As everyone knows by
now, Volkswagen admitted that nearly 482,000 of its “clean diesel” cars were
actually pollution monsters equipped with special software designed to evade
government emissions testing. As The Guardian reported, an analysis suggests that the amount of pollution
caused was “roughly the same as the UK’s combined emissions for all power
stations, vehicles, industry and agriculture.”
BuzzFeed rounded up news on the many class action lawsuits that have been
filed, quoting me as saying, “the car you own is not the car you thought you
bought. … Whenever you sell these things, you’re going to lose some value.” At
the moment, it’s hard to know where to start on that value. Certainly, the cars
will lose value when the fixes imposed by the recall are installed, because
they’ll likely have worse mileage and lower horsepower. But there might be even
greater economic harm than that, and the answer depends on why Volkswagen embarked on such a massive
fraud.
The most likely answer is that the pollution controls
probably had a negative impact on the car’s overall durability — they made the
engines run hotter, made the cars wear out faster, and caused the car to get
worse gas mileage than it would have without the pollution controls.
If that’s the case, then the damage is
even greater than just a loss in horsepower or mileage. The cars just won’t be
as durable and reliable as they should be. It’s difficult to imagine what could
be more harmful to the resale value of a car than a generalized loss of
reliability. Nobody buys a diesel Volkswagen to race it on the track with a
maintenance crew on hand; consumers buy them for everyday use.
The most incredible part of this story is just how blatant the scam was, and how Volkswagen was
able to do it for six years without anyone being the wiser. The scam wasn’t
even exposed by a whistleblower, but by West Virginia University’s Center for
Alternative Fuels, Engines and Emissions, which discovered the problem while
actually trying to show the benefits of diesel passenger vehicles by way of
testing a BMW, a VW Passat, and a VW Jetta.
The EPA is now addressing the problem, but they
deserve some blame for the problem happening in the first place. Volkswagen
didn’t cheat the emissions tests with some sort of crafty mechanical device,
but with evasive software programming. Car manufacturers have for years been
using the Digital Millennium Copyright Act to prevent anyone — ranging from car
owners to public interest groups — from taking a peek at the software that runs
vehicles. As Mother Jones reported,
With these concerns in mind, the
Electronic Frontier Foundation asked for a pair of car-related exemptions from
the DMCA. One would let security researchers investigate the software in cars;
the other would let car owners tinker with and repair their cars.
Unsurprisingly, the Auto Alliance—a trade group including VW’s North American
unit—filed extensive comments against both, arguing in large part that the
black boxes need to stay sealed to keep everyone safe. It asserted that
“encouraging modification will lead to more, not fewer cars on the road that
are out of compliance with federal emissions and fuel economy standards.”
What’s more, carmakers persuaded the EPA to write a letter to the Copyright Office opposing the exemption. The
EPA argued that being able to invoke copyright law would help it enforce
environmental laws against mechanics who modify cars in ways that improve
performance but increase emissions.
Read that again: the EPA opposed allowing consumers to investigate how
the software in their own vehicles worked because it could interfere with
emissions policies. The end result is a pollution scandal far worse than
anything that could have been caused by a handful of mechanics modifying
vehicles.
Thankfully, at least one government agency has come to
understand that the car manufacturers can’t be trusted to keep the public
interest in mind. The National Highway Traffic Safety Administration published a guidance
document to
address an issue I’ve been complaining about
for years:
how large corporations (particularly car and tire manufacturers) use
“confidentiality” in civil litigation to shield their malfeasance. As the new
guidance document says, “To the extent protective orders, settlement
agreements, or other confidentiality provisions prohibit information obtained
in private litigation from being transmitted to NHTSA, such limitations are
contrary to Rule 26 of the Federal Rules of Civil Procedure, its state
corollaries, and sound principles of public policy.” Sean Kane, who has been
beating this drum louder and longer than I have, has more on the proposal. As he says, “We all know that there are great
stinking piles of corporate malfeasance moldering under seal in courtrooms all
over this great nation.”
The real question is why we as a society tolerate any
of this nonsense in the first place, and why we exalt the supremacy of
corporate secrecy over everything else. Corporations exist to make
money; we
shouldn’t keep acting surprised when they end up taking the profit-incentive
too far and breaking the law. The VW scandal isn’t anything new, it’s just the
most recent scandal. This will happen again.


WHAT THE TASK REQUIRES:
Word for word, retype every line of the data.

RECORDS TO USE:

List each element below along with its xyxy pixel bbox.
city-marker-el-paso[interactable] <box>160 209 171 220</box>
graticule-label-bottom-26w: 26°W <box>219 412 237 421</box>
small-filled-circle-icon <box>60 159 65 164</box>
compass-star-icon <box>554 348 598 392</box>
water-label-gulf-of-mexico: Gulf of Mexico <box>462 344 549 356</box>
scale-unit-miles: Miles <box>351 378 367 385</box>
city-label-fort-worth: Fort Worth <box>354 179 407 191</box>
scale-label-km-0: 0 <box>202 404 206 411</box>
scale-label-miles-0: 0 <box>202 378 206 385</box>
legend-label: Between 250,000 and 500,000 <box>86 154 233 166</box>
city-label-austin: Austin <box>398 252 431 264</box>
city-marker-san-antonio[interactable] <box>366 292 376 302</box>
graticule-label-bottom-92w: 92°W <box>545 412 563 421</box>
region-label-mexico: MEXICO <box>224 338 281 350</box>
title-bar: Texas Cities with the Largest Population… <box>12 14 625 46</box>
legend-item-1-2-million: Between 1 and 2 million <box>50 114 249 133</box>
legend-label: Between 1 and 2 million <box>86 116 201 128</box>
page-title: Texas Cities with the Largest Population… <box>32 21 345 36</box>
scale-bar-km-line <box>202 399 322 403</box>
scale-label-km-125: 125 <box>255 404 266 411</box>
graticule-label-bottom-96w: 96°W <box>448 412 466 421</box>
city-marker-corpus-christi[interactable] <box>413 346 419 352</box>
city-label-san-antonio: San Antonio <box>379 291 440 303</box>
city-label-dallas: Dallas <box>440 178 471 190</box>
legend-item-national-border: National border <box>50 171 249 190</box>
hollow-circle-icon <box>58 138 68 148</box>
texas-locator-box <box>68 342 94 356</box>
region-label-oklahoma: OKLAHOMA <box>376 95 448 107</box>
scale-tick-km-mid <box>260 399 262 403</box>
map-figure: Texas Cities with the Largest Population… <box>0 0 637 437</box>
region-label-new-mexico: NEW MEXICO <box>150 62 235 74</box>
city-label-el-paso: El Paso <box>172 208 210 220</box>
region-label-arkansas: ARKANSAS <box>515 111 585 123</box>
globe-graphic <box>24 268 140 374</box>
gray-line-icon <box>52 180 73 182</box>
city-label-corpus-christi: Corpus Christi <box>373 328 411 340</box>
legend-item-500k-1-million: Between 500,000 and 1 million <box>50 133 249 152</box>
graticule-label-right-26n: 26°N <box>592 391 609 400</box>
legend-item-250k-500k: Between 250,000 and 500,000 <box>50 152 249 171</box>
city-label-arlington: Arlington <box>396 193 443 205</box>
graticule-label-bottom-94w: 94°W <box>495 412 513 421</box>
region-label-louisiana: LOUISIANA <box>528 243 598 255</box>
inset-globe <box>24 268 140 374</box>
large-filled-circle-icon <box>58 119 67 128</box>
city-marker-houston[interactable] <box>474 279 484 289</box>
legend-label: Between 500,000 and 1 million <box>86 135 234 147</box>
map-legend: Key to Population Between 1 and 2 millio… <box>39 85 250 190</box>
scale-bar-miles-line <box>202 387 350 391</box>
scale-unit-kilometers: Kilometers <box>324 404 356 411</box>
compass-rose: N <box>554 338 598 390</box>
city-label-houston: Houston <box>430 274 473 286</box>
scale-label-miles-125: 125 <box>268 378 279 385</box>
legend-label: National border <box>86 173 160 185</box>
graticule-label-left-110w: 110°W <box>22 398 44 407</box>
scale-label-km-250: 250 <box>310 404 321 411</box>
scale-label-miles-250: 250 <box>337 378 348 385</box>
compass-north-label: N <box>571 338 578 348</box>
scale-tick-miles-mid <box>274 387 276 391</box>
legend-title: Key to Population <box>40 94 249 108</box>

SOLUTION FOR THIS TASK:
List each element below along with its xyxy pixel bbox.
city-marker-el-paso[interactable] <box>160 209 171 220</box>
graticule-label-bottom-26w: 26°W <box>219 412 237 421</box>
small-filled-circle-icon <box>60 159 65 164</box>
compass-star-icon <box>554 348 598 392</box>
water-label-gulf-of-mexico: Gulf of Mexico <box>462 344 549 356</box>
scale-unit-miles: Miles <box>351 378 367 385</box>
city-label-fort-worth: Fort Worth <box>354 179 407 191</box>
scale-label-km-0: 0 <box>202 404 206 411</box>
scale-label-miles-0: 0 <box>202 378 206 385</box>
legend-label: Between 250,000 and 500,000 <box>86 154 233 166</box>
city-label-austin: Austin <box>398 252 431 264</box>
city-marker-san-antonio[interactable] <box>366 292 376 302</box>
graticule-label-bottom-92w: 92°W <box>545 412 563 421</box>
region-label-mexico: MEXICO <box>224 338 281 350</box>
title-bar: Texas Cities with the Largest Population… <box>12 14 625 46</box>
legend-item-1-2-million: Between 1 and 2 million <box>50 114 249 133</box>
legend-label: Between 1 and 2 million <box>86 116 201 128</box>
page-title: Texas Cities with the Largest Population… <box>32 21 345 36</box>
scale-bar-km-line <box>202 399 322 403</box>
scale-label-km-125: 125 <box>255 404 266 411</box>
graticule-label-bottom-96w: 96°W <box>448 412 466 421</box>
city-marker-corpus-christi[interactable] <box>413 346 419 352</box>
city-label-san-antonio: San Antonio <box>379 291 440 303</box>
city-label-dallas: Dallas <box>440 178 471 190</box>
legend-item-national-border: National border <box>50 171 249 190</box>
hollow-circle-icon <box>58 138 68 148</box>
texas-locator-box <box>68 342 94 356</box>
region-label-oklahoma: OKLAHOMA <box>376 95 448 107</box>
scale-tick-km-mid <box>260 399 262 403</box>
map-figure: Texas Cities with the Largest Population… <box>0 0 637 437</box>
region-label-new-mexico: NEW MEXICO <box>150 62 235 74</box>
city-label-el-paso: El Paso <box>172 208 210 220</box>
region-label-arkansas: ARKANSAS <box>515 111 585 123</box>
globe-graphic <box>24 268 140 374</box>
gray-line-icon <box>52 180 73 182</box>
city-label-corpus-christi: Corpus Christi <box>373 328 411 340</box>
legend-item-500k-1-million: Between 500,000 and 1 million <box>50 133 249 152</box>
graticule-label-right-26n: 26°N <box>592 391 609 400</box>
legend-item-250k-500k: Between 250,000 and 500,000 <box>50 152 249 171</box>
city-label-arlington: Arlington <box>396 193 443 205</box>
graticule-label-bottom-94w: 94°W <box>495 412 513 421</box>
region-label-louisiana: LOUISIANA <box>528 243 598 255</box>
inset-globe <box>24 268 140 374</box>
large-filled-circle-icon <box>58 119 67 128</box>
city-marker-houston[interactable] <box>474 279 484 289</box>
legend-label: Between 500,000 and 1 million <box>86 135 234 147</box>
map-legend: Key to Population Between 1 and 2 millio… <box>39 85 250 190</box>
scale-bar-miles-line <box>202 387 350 391</box>
scale-unit-kilometers: Kilometers <box>324 404 356 411</box>
compass-rose: N <box>554 338 598 390</box>
city-label-houston: Houston <box>430 274 473 286</box>
scale-label-miles-125: 125 <box>268 378 279 385</box>
legend-label: National border <box>86 173 160 185</box>
graticule-label-left-110w: 110°W <box>22 398 44 407</box>
scale-label-km-250: 250 <box>310 404 321 411</box>
scale-label-miles-250: 250 <box>337 378 348 385</box>
compass-north-label: N <box>571 338 578 348</box>
scale-tick-miles-mid <box>274 387 276 391</box>
legend-title: Key to Population <box>40 94 249 108</box>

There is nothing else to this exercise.